Jenna Ortega and Tommy Lee Jones in cliched drama – The Hollywood Reporter

There is a stagnant air of familiarity in the air Finest kindBrian Helgeland’s personally informed portrait of a fractured fishing family struggling to find their way back together in the troubled waters of New Bedford, Massachusetts.

Although Helgeland’s meandering film is anchored by a number of strong performances, particularly Ben Foster and a fresh-faced Toby Wallace as estranged half-brothers trying to find common ground despite their different upbringings, it still feels like it’s somewhere else in time stuck. It’s actually not surprising to learn that the writer and director, who himself comes from a Norwegian fishing family that has worked in the US industry since the 1930s, initially developed a version of the script 25 years ago and was offered the role at the time from Wallace’s Charlie to Heath Ledger. In the years that followed, Helgeland completed three more versions of the script, but while the final result is set in the present, there is a palpable return to it, the atmosphere of the event is palpable.

Finest kind

The conclusion

Ship-shaped, water-flooded property.

Given the strong performances – including those from Tommy Lee Jones as Foster’s grizzly, salt-soaked father and Jenna Ortega as Wallace’s confident love interest – the film should still attract some curious viewers when it hits Paramount+ in November.

Set to start law school in the fall, Charlie (Wallace) is still searching for himself and decides to spend his summer vacation working aboard a fishing boat with his brother Tom (Foster) and his crew. Despite his inexperience, Charlie proves to be a quick learner and relishes the opportunity to reunite with his older sibling, with whom he shares the same mother (Lolita Davidovich), while – much to his dismay – adapting well to the new Bedford community inserts button-down lawyer father (Tim Daly).

He also becomes close to Mabel (Ortega), the spirited daughter of a drug-dealing mother who is trying to find her own way in life. Meanwhile, brooding Tom struggles to deal with his cantankerous biological father, Ray Eldredge (Jones).

Finestkind (the “Swiss Army Knife of Words” is derived from an old fishing expression that can mean anything from “great” to “go to hell” depending on the situation) agrees to take Ray’s ailing highliner, Finestkind, on a scallop On a fishing expedition, Tom defies orders and pushes the ship out into Canadian waters. This caught the attention of the Canadian Coast Guard, who seized the boat. Desperate to raise the money needed to get it back, Tom, Charlie and Mabel make deals with a violent Boston gang over a drug bust that goes horribly wrong.

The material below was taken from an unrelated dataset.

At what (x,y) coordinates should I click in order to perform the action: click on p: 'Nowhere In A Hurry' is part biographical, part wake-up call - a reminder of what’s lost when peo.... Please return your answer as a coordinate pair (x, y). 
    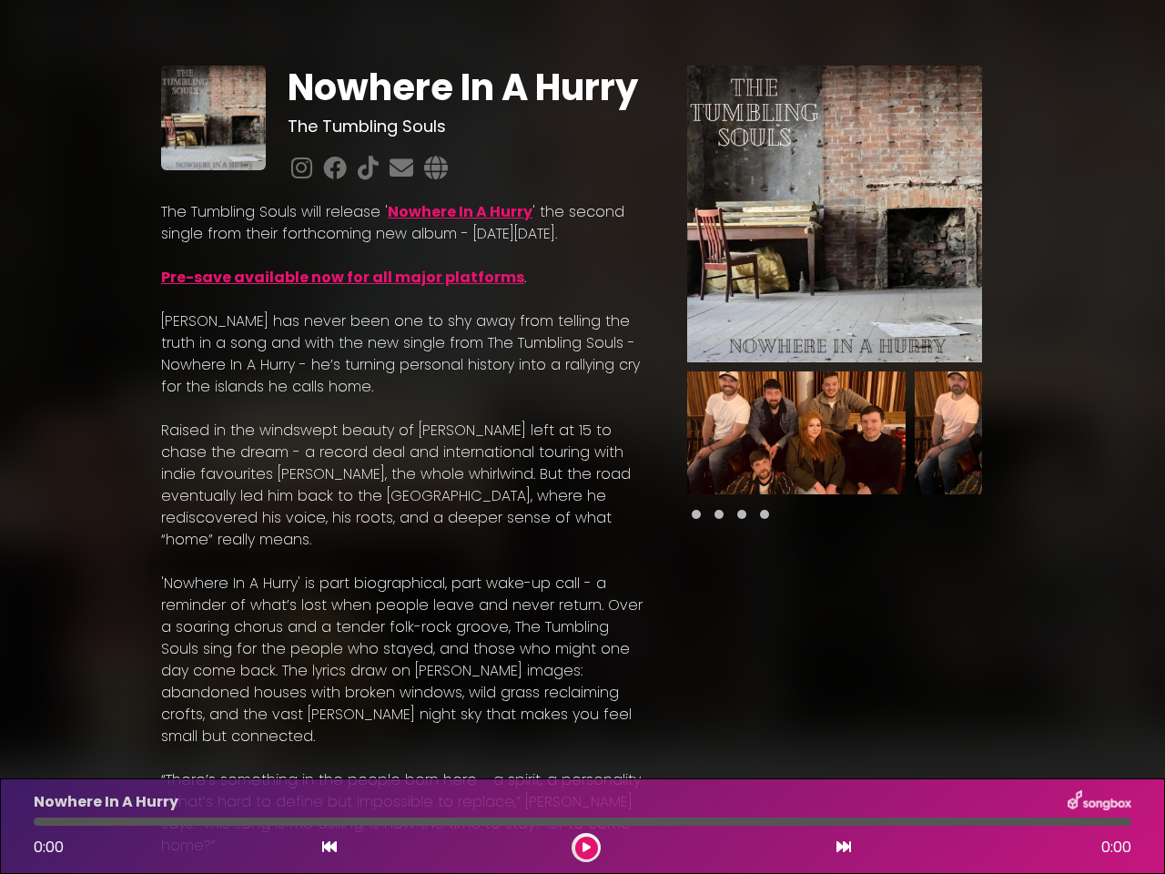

Around the time “The Finestkind” crosses the border into Canadian territory, the film also goes tonally off track, shifting from a closely observed family drama to ” Mystical RiverIt is a crime thriller in the style of a crime novel, which also captures some genre clichés. You can tell that the setting for Helgeland comes from a personal perspective, as his own experiences as an English student learning the ropes as an apprentice commercial fisherman inform the immersive attention to detail that fills the New Bedford setting.

The kind of workplace commitment required for the performance is tailor-made for Foster, a character actor known for always being prepared and bringing his usual gravitas to the role of a loner who uses the sea as a reliable escape route about these complicated family dynamics. Wallace, an Australian actor who is currently enjoying some Fall Festival moments and also appears in Kitty Green’s The Royal Hotelgives his character a strong sense of conviction as he tries to plan his future.

And of course there’s the reliable Jones, who keeps things more grounded as a believable professional sailor with terminal cancer who sees his boat as his hospice. He somehow manages to make lines like “You live, you die, it’s the in-between that counts” palatable.

However, when a character repeats it for the third time, you wish Helgeland had heeded that advice better.